### ABOUT THIS EXERCISE
Take the line that contains "At what (x,y)" and each one after it through the last line below, and retype them exactly. Leave out the pictures.

[MATERIAL SHOWN Boundary: Start]

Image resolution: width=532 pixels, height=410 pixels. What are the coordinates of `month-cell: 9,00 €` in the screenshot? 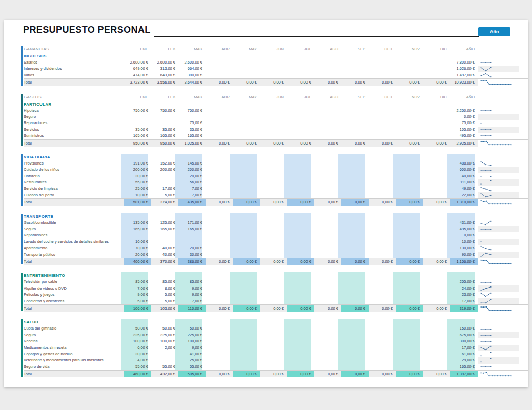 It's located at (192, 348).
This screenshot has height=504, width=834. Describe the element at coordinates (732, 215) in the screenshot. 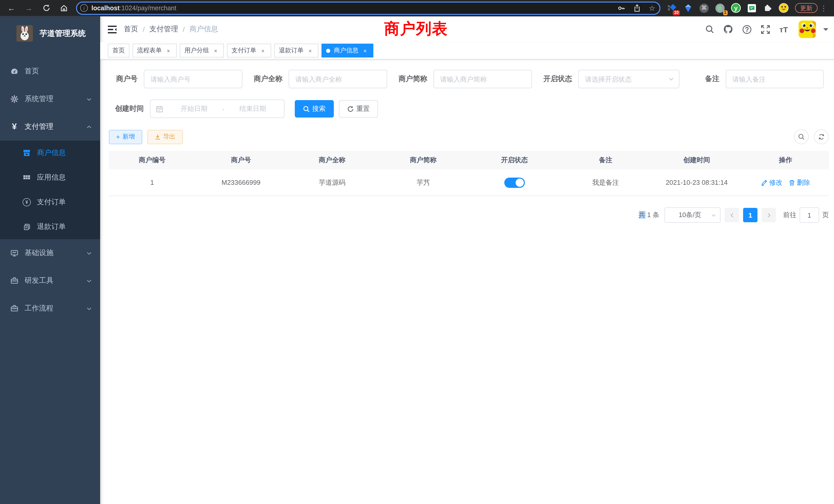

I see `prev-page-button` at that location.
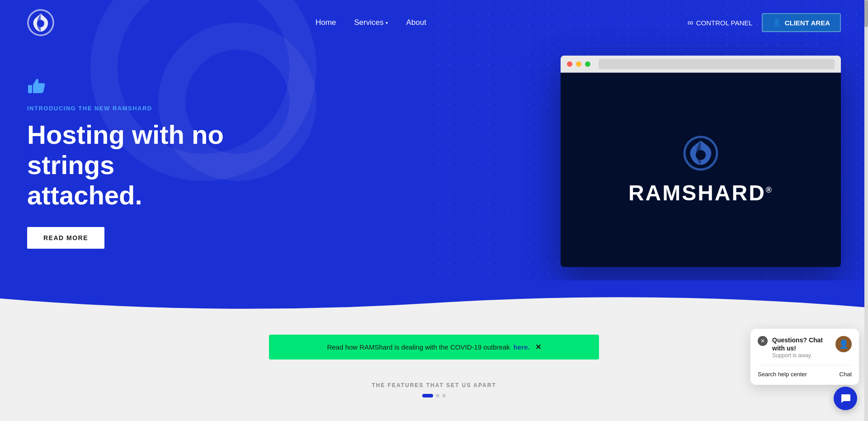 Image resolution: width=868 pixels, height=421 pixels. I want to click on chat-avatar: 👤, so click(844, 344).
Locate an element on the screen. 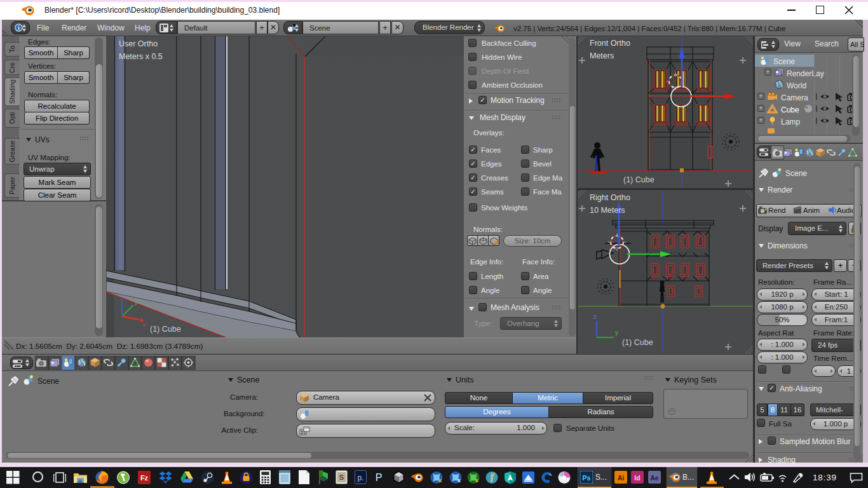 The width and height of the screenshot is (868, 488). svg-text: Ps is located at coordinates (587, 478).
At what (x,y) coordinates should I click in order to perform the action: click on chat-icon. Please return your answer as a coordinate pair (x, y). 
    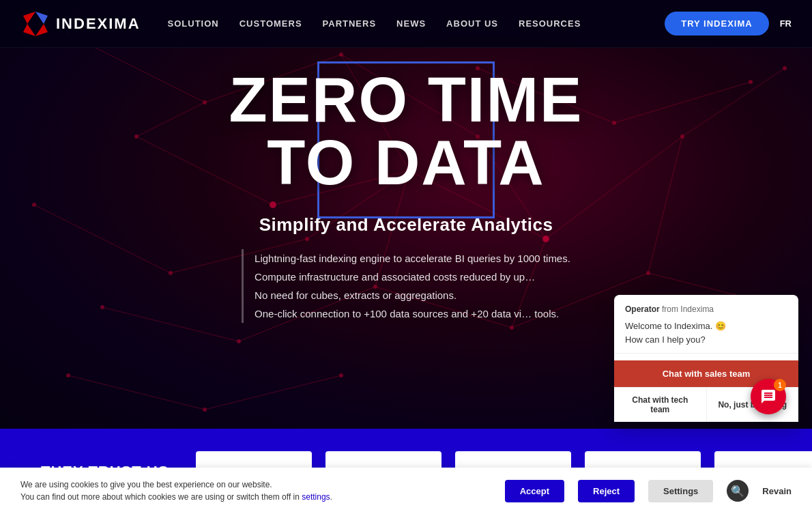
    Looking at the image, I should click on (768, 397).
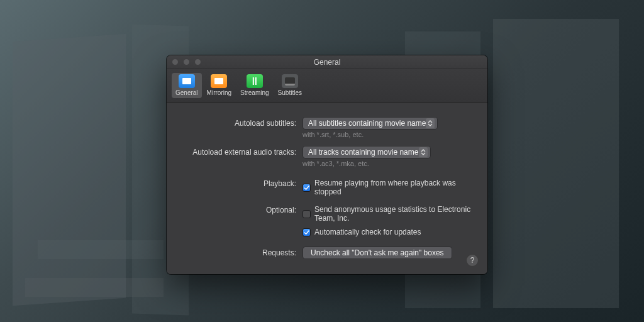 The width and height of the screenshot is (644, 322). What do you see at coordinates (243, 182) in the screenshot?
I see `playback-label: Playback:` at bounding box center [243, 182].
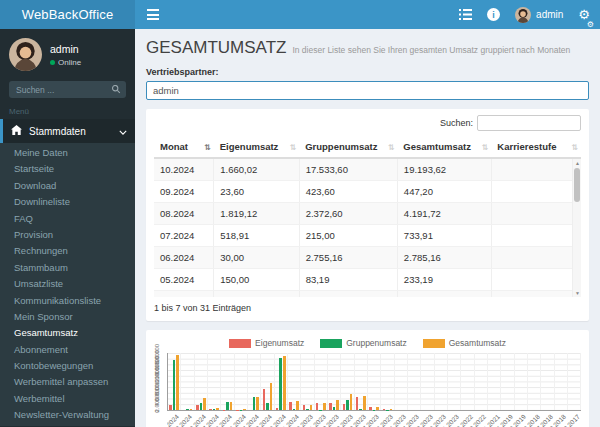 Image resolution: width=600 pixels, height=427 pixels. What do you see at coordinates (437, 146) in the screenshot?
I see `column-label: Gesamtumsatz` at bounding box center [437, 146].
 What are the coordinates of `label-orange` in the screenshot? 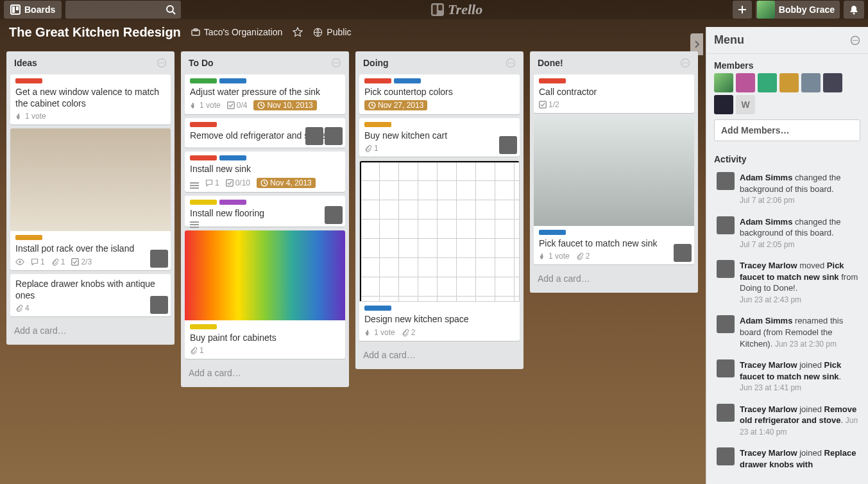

[MATERIAL SHOWN Boundary: End]

### PROBLEM SOLUTION
At what (x,y) coordinates should I click in order to perform the action: click on chat-icon. Please return your answer as a coordinate pair (x, y). 
    Looking at the image, I should click on (768, 397).
 The width and height of the screenshot is (644, 322). What do you see at coordinates (243, 182) in the screenshot?
I see `playback-label: Playback:` at bounding box center [243, 182].
 Image resolution: width=600 pixels, height=427 pixels. What do you see at coordinates (437, 146) in the screenshot?
I see `column-label: Gesamtumsatz` at bounding box center [437, 146].
 What are the coordinates of `label-orange` in the screenshot? 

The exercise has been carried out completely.